You don't submit to the API either a full password or a full hash (which, since Troy produced the hashes is identical). A hash is pretty much perfect for K-anonymity because if you use a prefix like this then it's extremely likely your data will be spread across the buckets, so no 5-character prefix is close to uniquely identifying a password.


As stated in the post, it's a simple solution to help with anonymity.

"The password has been hashed client side and just the first 5 characters passed to the API As mentioned earlier, there are 475 hashes beginning with "21BD1", but only 1 which matches the remainder of the hash for "P@ssw0rd" and that record indicates that the password has previously been seen 47,205 times."


But Troy could still very easily guess the complete hash. It's the one with the 47,205 hits.


But's it's not always that hash. The password you're checking may not be on the list. This is just a quick check to see if the password in question is on the list, in which case it may be a poor choice depending on how often it's seen.

For example, say I want to check "gSAey27tgGsaEG". That hashes to c2e5dfb023cd42df94751581cba33b24bc011027. https://api.pwnedpasswords.com/range/c2e5d has no entry for fb023cd42df94751581cba33b24bc011027, so it's not even in the list of passwords.

Put another way, it averages a few hundred hashes per prefix based on the total password list size (~500M), but there's 2^136 possible has suffixes per prefix. There's no point in guessing that.


Yes but Troy doesn't learn the hashes of uncompromised passwords


Forgive my ignorance but why is submitting a hash a problem? Because Troy knows which passwords have been checked? Why should I care about that?
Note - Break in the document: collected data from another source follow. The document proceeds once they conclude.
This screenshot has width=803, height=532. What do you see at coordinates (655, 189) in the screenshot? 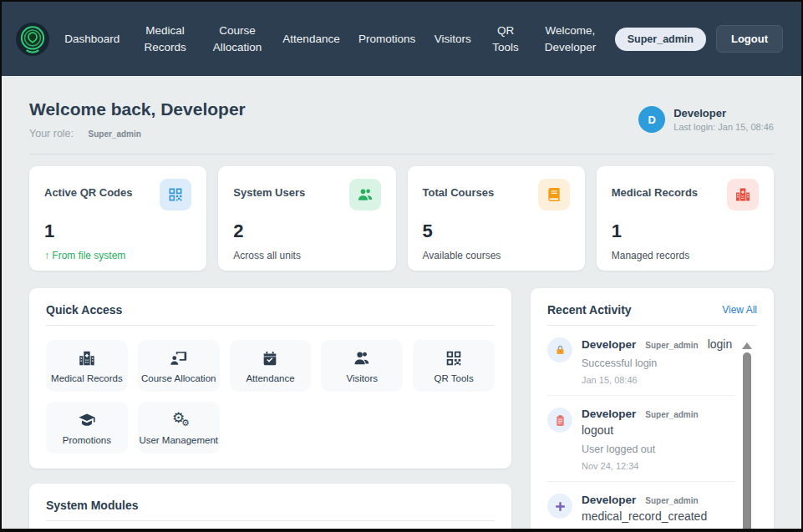
I see `stat-title: Medical Records` at bounding box center [655, 189].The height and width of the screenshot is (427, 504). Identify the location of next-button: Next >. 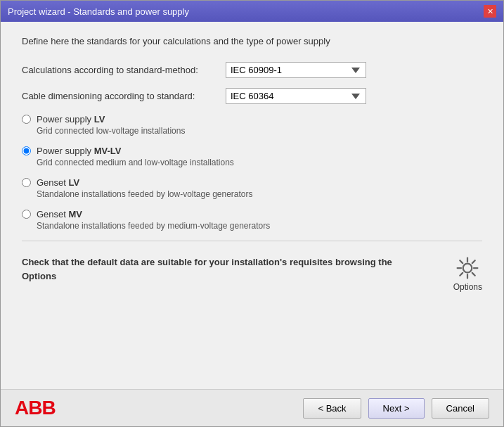
(396, 408).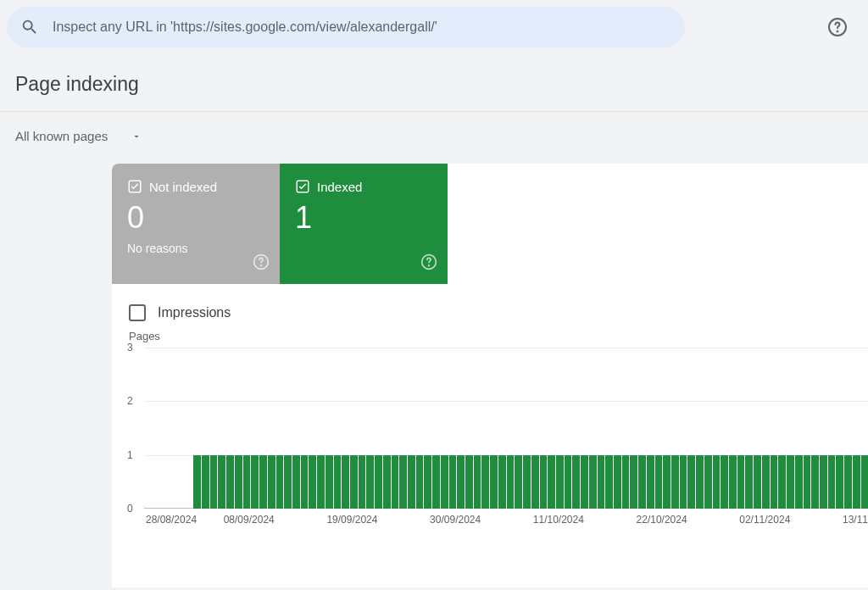 This screenshot has height=590, width=868. What do you see at coordinates (131, 348) in the screenshot?
I see `y-tick-label: 3` at bounding box center [131, 348].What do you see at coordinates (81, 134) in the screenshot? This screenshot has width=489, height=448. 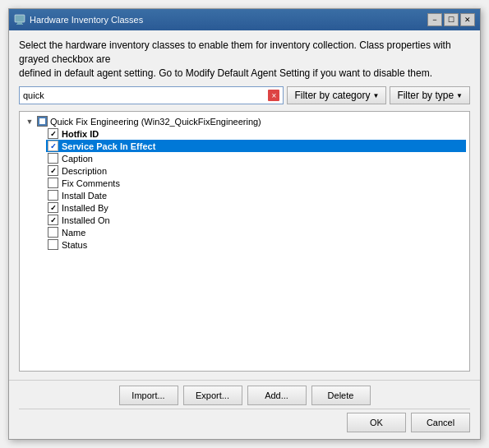 I see `item-label: Hotfix ID` at bounding box center [81, 134].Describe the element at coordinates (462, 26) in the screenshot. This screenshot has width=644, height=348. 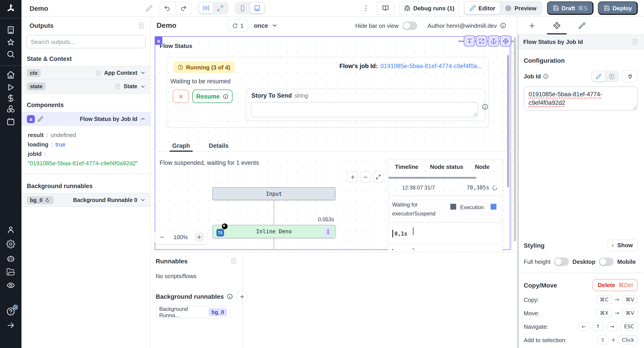
I see `author-label: Author henri@windmill.dev` at that location.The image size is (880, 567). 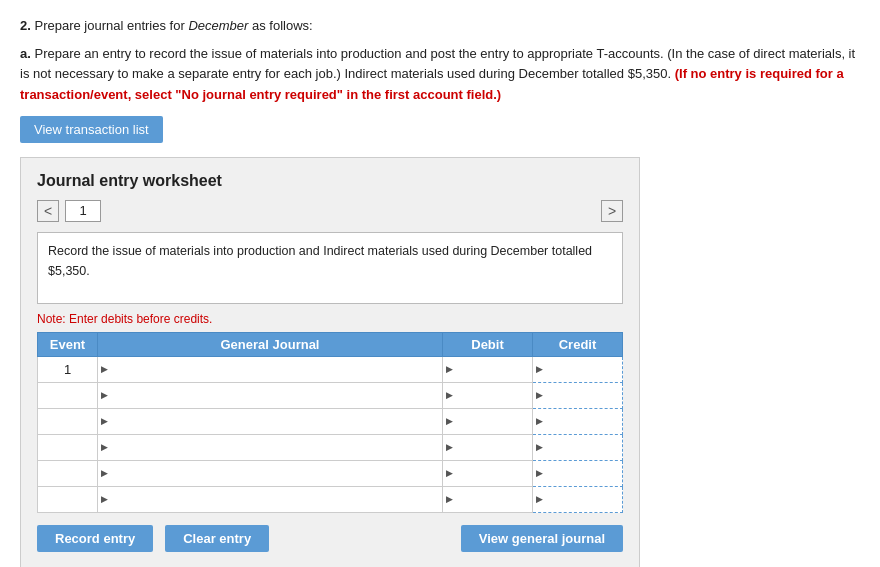 What do you see at coordinates (270, 344) in the screenshot?
I see `col-header-journal: General Journal` at bounding box center [270, 344].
I get that it’s like submitting your password in the clear if it’s in the DB, but in that case surely you have bigger problems.


One way that sites can use this service is to check whether a password has been leaked when users sign up. By handing over the SHA-1 hash of the password you're effectively trusting this service (and anyone who might have compromised it) with all your user's clear text passwords. Connecting the right password with the right user can be trivial in some circumstances, say because a site has a publicly visible sign-up date on profiles, or even if it just hands out sequential IDs to users.